### Source data:
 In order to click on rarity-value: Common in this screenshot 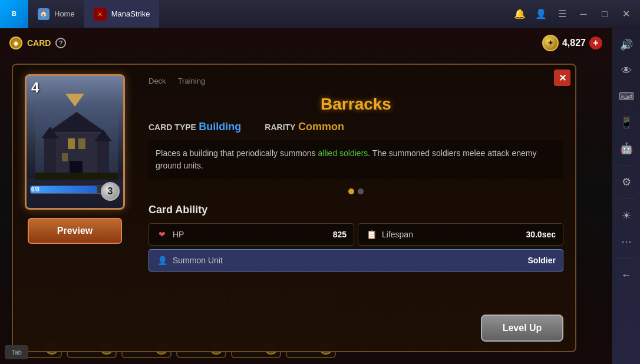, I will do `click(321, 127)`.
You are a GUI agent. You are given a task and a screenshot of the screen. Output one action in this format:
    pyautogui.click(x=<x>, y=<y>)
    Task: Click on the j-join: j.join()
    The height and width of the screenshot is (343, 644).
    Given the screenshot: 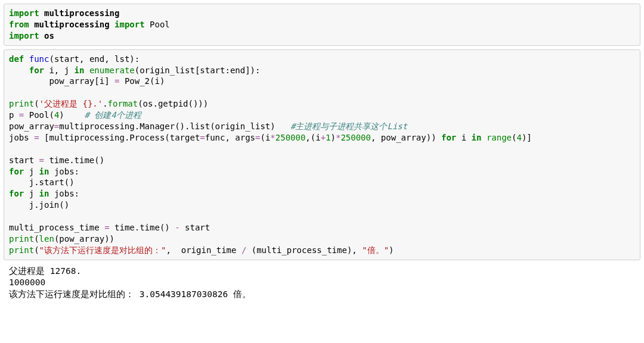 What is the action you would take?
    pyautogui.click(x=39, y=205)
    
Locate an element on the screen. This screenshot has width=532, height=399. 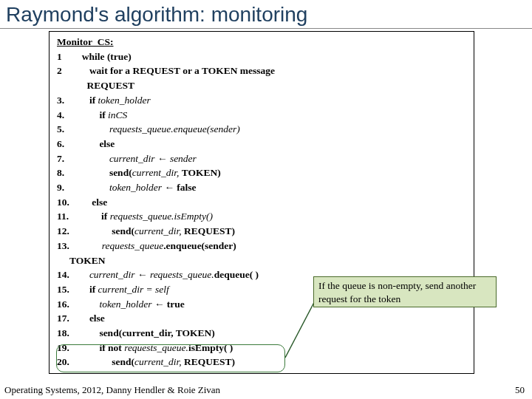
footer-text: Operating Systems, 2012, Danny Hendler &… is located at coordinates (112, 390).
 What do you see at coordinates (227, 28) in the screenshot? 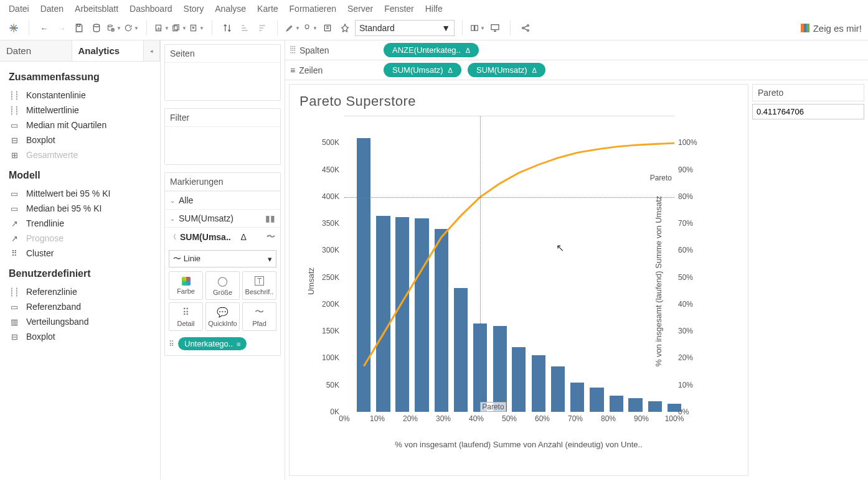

...

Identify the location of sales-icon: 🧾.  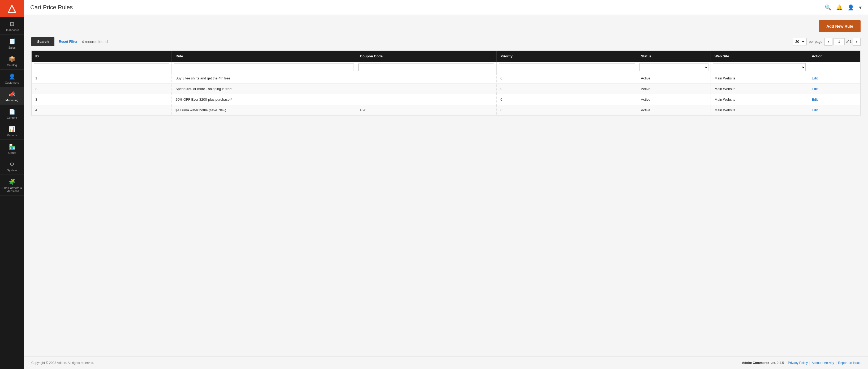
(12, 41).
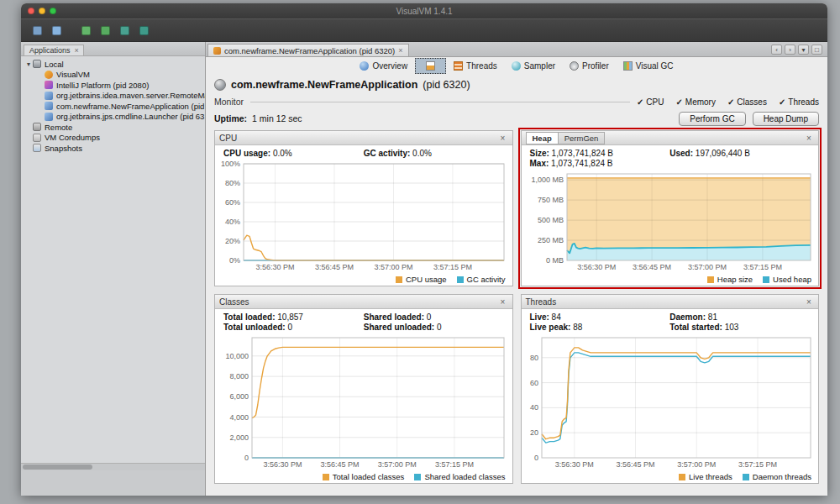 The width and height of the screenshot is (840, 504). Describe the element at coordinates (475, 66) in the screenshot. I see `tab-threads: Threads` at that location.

### Problem to work on:
Which lines above run from the one containing "You are a GUI" down to the one containing "The height and"? Repeat exactly those, both ends included, and nothing else.

### Exercise solution:
You are a GUI agent. You are given a task and a screenshot of the screen. Output one action in this format:
    pyautogui.click(x=<x>, y=<y>)
    Task: Click on the j-join: j.join()
    The height and width of the screenshot is (343, 644).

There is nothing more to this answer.